Donna Werling, PhD – Slide of the Week

Donna Werling, PhD - Slide of the Week

Title: Whole-Genome and RNA Sequencing Reveal Variation and Transcriptomic Coordination in the Developing Human Prefrontal Cortex

Legend: Common Variant cis-eQTLs – (A) Prenatal (x axis) and postnatal (y axis) effects for the eQTLs with the smallest p value for 8,421 eGenes (points). The eQTLs are split into five categories based on temporal predominance using effect size and statistical thresholds; categories are represented by color. (B-D) Characteristics of non-eGenes, temporal-predominant eGenes, and disorder-associated genes are shown by plotting the (E) proportion of coding and noncoding genes, (F) proportion of genes with pLI scores in different bins, and (G) BioGRID protein-protein interactions (permuted Z scores from Ripley’s K-net function; Cornish and Markowetz, 2014; the black line is the non-eGene median). (E) Density plot of the distance of top eQTLs per eGene from the transcription start site by eGene temporal category.
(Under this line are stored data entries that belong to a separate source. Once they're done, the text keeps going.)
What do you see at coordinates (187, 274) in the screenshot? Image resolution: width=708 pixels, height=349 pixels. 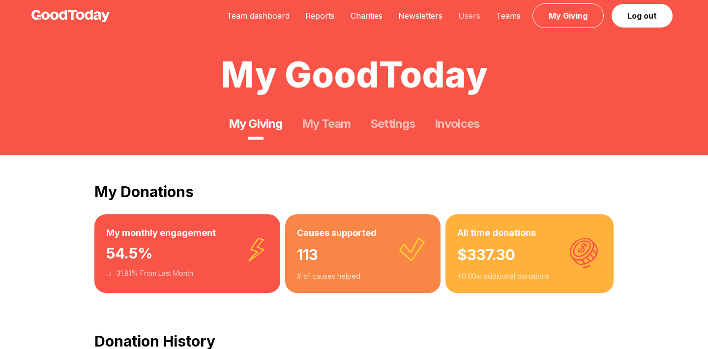 I see `div: -31.81 % From Last Month` at bounding box center [187, 274].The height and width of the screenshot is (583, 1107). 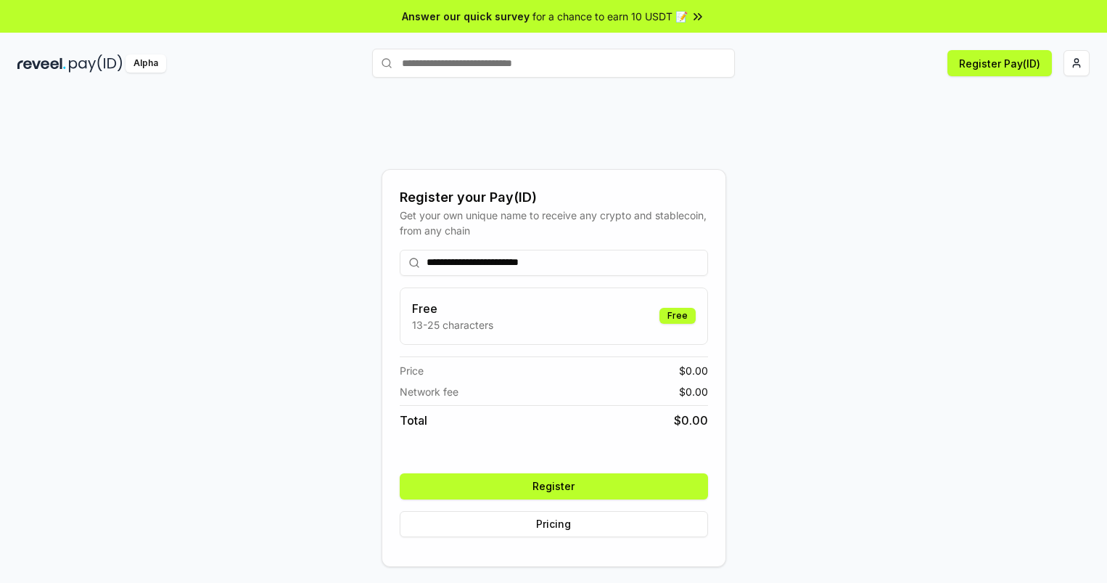 I want to click on span: Price, so click(x=411, y=370).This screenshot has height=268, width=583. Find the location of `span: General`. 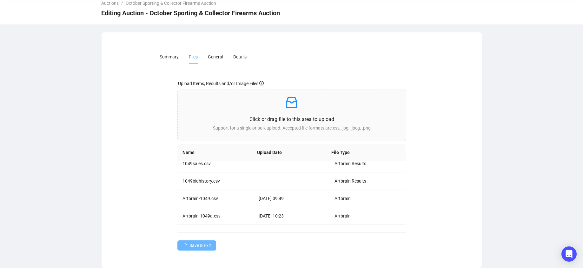

span: General is located at coordinates (215, 57).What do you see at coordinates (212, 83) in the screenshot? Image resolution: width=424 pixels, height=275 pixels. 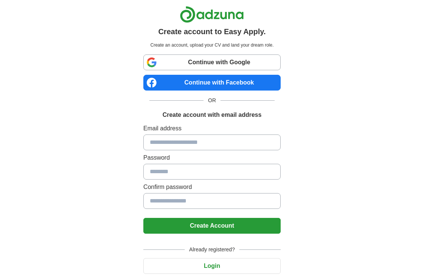 I see `a: Continue with Facebook` at bounding box center [212, 83].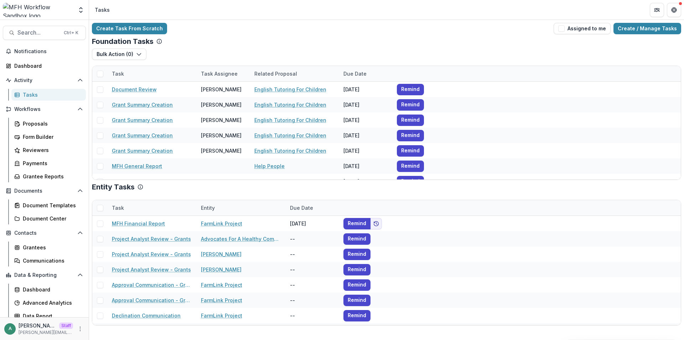 This screenshot has width=684, height=340. Describe the element at coordinates (102, 10) in the screenshot. I see `nav: breadcrumb` at that location.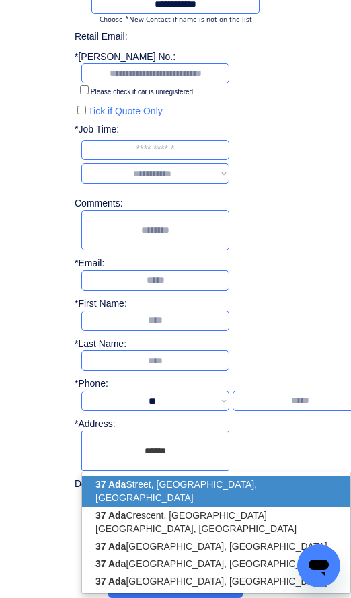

TSS, transcription start site; Statistical analysis: (D) and (E), two-sided WRST test for constant versus other eGenes; (E) and (F), two-sided FET for constant versus other eGenes;

Citation: Werling DM, Pochareddy S, Choi J, An JY, Sheppard B, Peng M, Li Z, Dastmalchi C, Santpere G, Sousa AMM, et al. (2020). Whole-Genome and RNA Sequencing Reveal Variation and Transcriptomic Coordination in the Developing Human Prefrontal Cortex. Cell Reports, 31(1):107489. doi: 10.1016/j.celrep.2020.03.053.

Abstract: Gene expression levels vary across developmental stage, cell type, and region in the brain. Genomic variants also contribute to the variation in expression, and some neuropsychiatric disorder loci may exert their effects through this mechanism. To investigate these relationships, we present BrainVar, a unique resource of paired whole-genome and bulk tissue RNA sequencing from the dorsolateral prefrontal cortex of 176 individuals across prenatal and post-natal development. Here we identify common variants that alter gene expression (expression quantitative trait loci [eQTLs]) constantly across development or predominantly during prenatal or postnatal stages. Both “constant” and “temporal-predominant” eQTLs are enriched for loci associated with neuropsychiatric traits and disorders and colocalize with specific variants. Expression levels of more than 12,000 genes rise or fall in a concerted late-fetal transition, with the transitional genes enriched for cell-type-specific genes and neuropsychiatric risk loci, underscoring the importance of cataloging developmental trajectories in understanding cortical physiology and pathology.

About the Lab: Donna Werling is interested in characterizing sex-differential risk mechanisms in autism spectrum disorder (ASD). During her doctoral work in the laboratory of Dan Geschwind at the University of California, Los Angeles, Werling used functional genomics, human genetics and bioinformatics approaches to understand the relationship between sex and genetic risk in ASD.